CHAMPAIGN, Ill. — Researchers report that wood-biochar supercapacitors can  produce as much power as today’s activated-carbon supercapacitors at a fraction  of the cost – and with environmentally friendly byproducts.

The report appears in the journal Electrochimica Acta.

“Supercapacitors are power devices very similar to our  batteries,” said study leader Junhua Jiang, a senior research engineer at the Illinois Sustainable Technology Center at the University of Illinois. While  batteries rely on chemical reactions to produce sustained electrical energy,  supercapacitors collect charged ions on their electrodes (in this case, the  biochar), and quickly release those ions during discharge. This allows them to supply  energy in short, powerful bursts – during a camera flash, for example, or in  response to peak demand on the energy grid, Jiang said.

“Supercapacitors are ideal for applications needing  instant power and can even provide constant power – like batteries, but at  lower cost,” he said. They are useful in transportation, electronics and solar-  and wind-power energy storage and distribution.

Many of today’s supercapacitors use activated carbon –  usually from a fossil-fuel source, Jiang said.

“Costly and complicated procedures are normally used to  develop the microstructures of the carbon – to increase the number of pores and  optimize the pore network,” he said. “This increases the surface area of the  electrode and the pores’ ability to rapidly capture and release the ions.”
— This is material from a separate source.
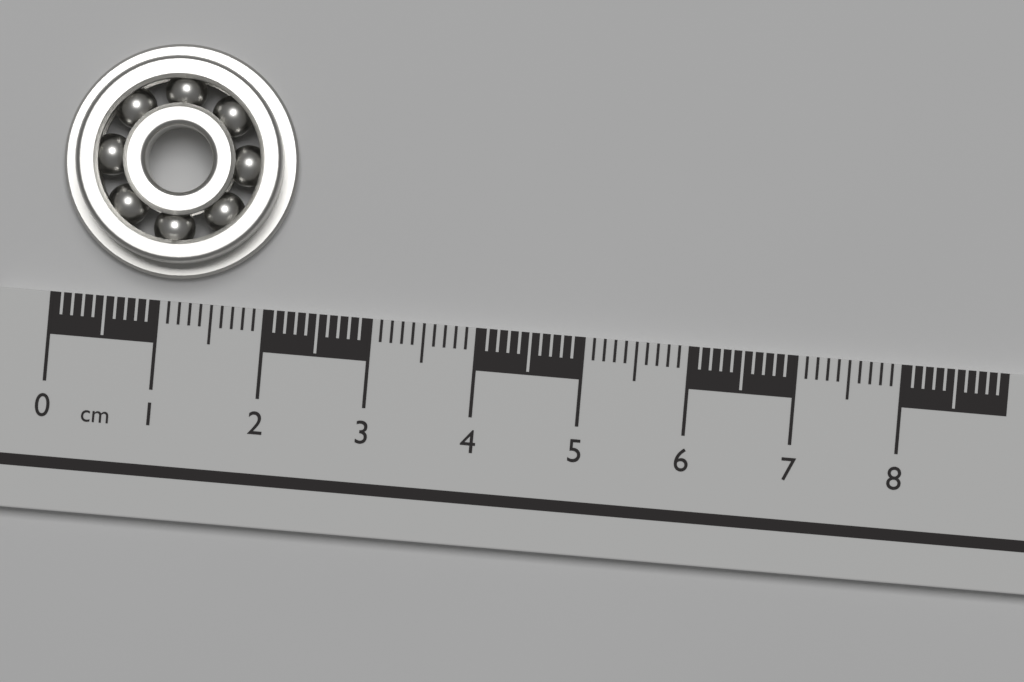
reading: 2.2 cm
In wood-biochar supercapacitors, the wood’s natural pore  structure serves as the electrode surface, eliminating the need for advanced  techniques to fabricate an elaborate pore structure. Wood biochar is produced  by heating wood in low oxygen.
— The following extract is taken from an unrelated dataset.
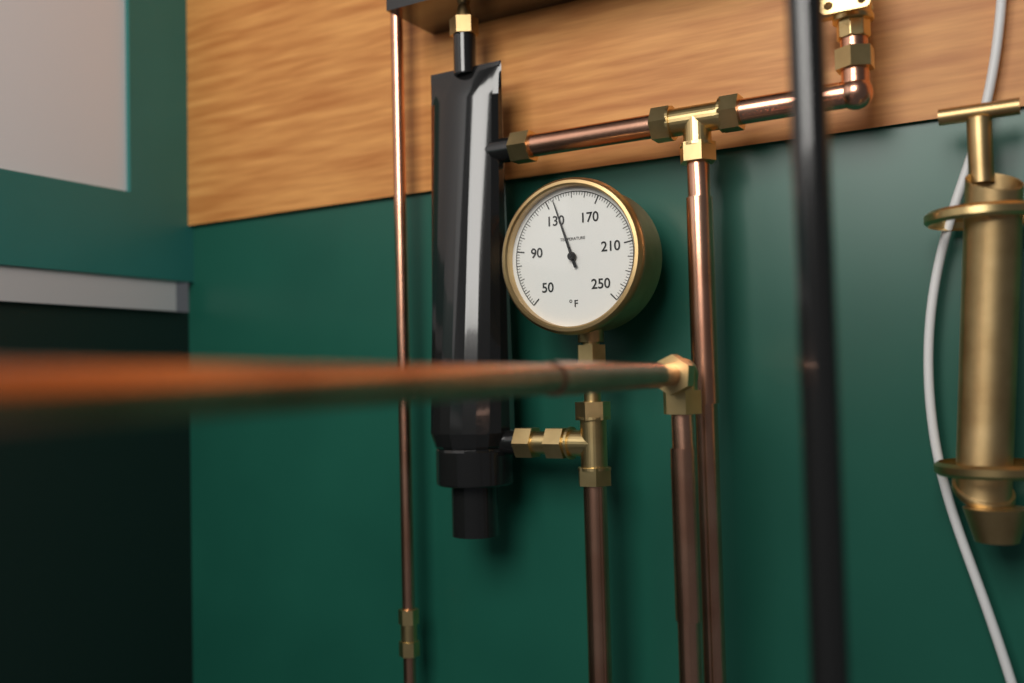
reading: 136 °F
The pore sizes and configurations in some woods are ideal  for fast ion transport, Jiang said. The new study used red cedar, but several  other woods such as maple and cherry also work well.

Expensive and corrosive chemicals are often used to  prepare the activated carbon used in supercapacitors, giving the electrodes the  physical and chemical properties they need to function well, Jiang said.
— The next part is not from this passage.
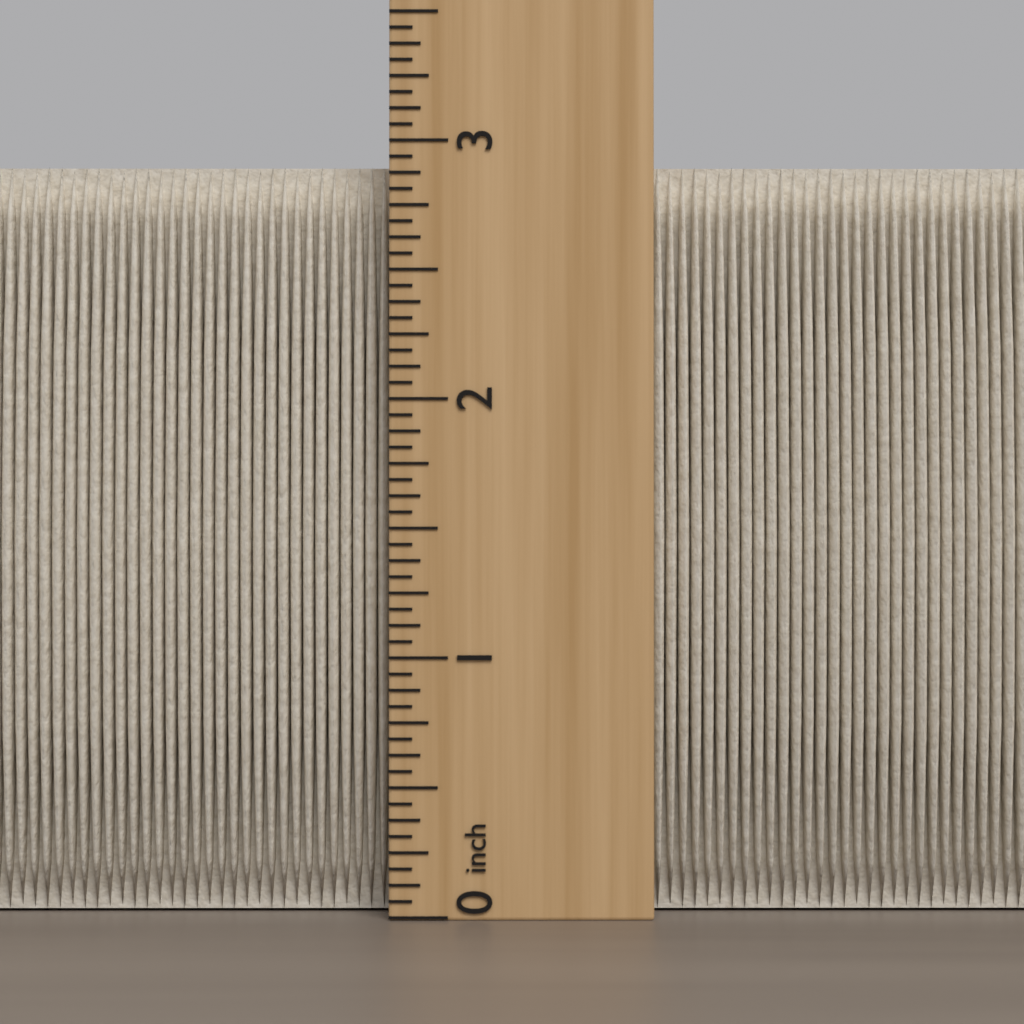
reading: 2.9375 inch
“The use of those chemicals will probably impose some  environmental impacts,” he said. “This should be avoided or at least  substantially reduced.”

Jiang and his team activated their biochar with mild  nitric acid, which washed away the ash (calcium carbonate, potassium carbonate  and other impurities) in the biochar. The byproduct of this process has a beneficial  use, Jiang said: The resulting solution of nitrate compounds can be used as  fertilizer.

Biochar Jiang1 B Oct News
This corncob-biochar supercapacitor generates enough energy to power an LED bulb. Wood biochar is easier to use in large-scale applications and has more energy potential. | Photo by L. Brian Stauffer

These simple approaches dramatically cut the material and  environmental costs of assembling supercapacitors.

“The material costs of producing wood-biochar supercapacitors  are five to 10 times lower than those associated with activated carbon,” Jiang  said. And when a biochar supercapacitor has reached the end of its useful life,  the electrodes can be crushed and used as an organic soil amendment that increases  fertility.

 “The performance of  our biochar materials is comparable to the performance of today’s advanced  carbon materials, including carbon nanotubes and graphenes,” Jiang said. “We  can achieve comparable performance with much less cost and probably much lower  environmental costs.”

The Illinois Hazardous Waste Research Fund and the  HeteroFoaM Center (an Energy Frontier Research Center funded by the U.S.  Department of Energy’s Office of Basic Research) supported this study (award  #DESC0001061).

The Illinois Sustainability Technology Center is part of  the Prairie Research Institute at the U. of I.

The  paper, “Highly Ordered Macroporous Woody Biochar With Ultra-High  Carbon Content as Supercapacitor Electrodes,” is available online or from the U. of I. News Bureau.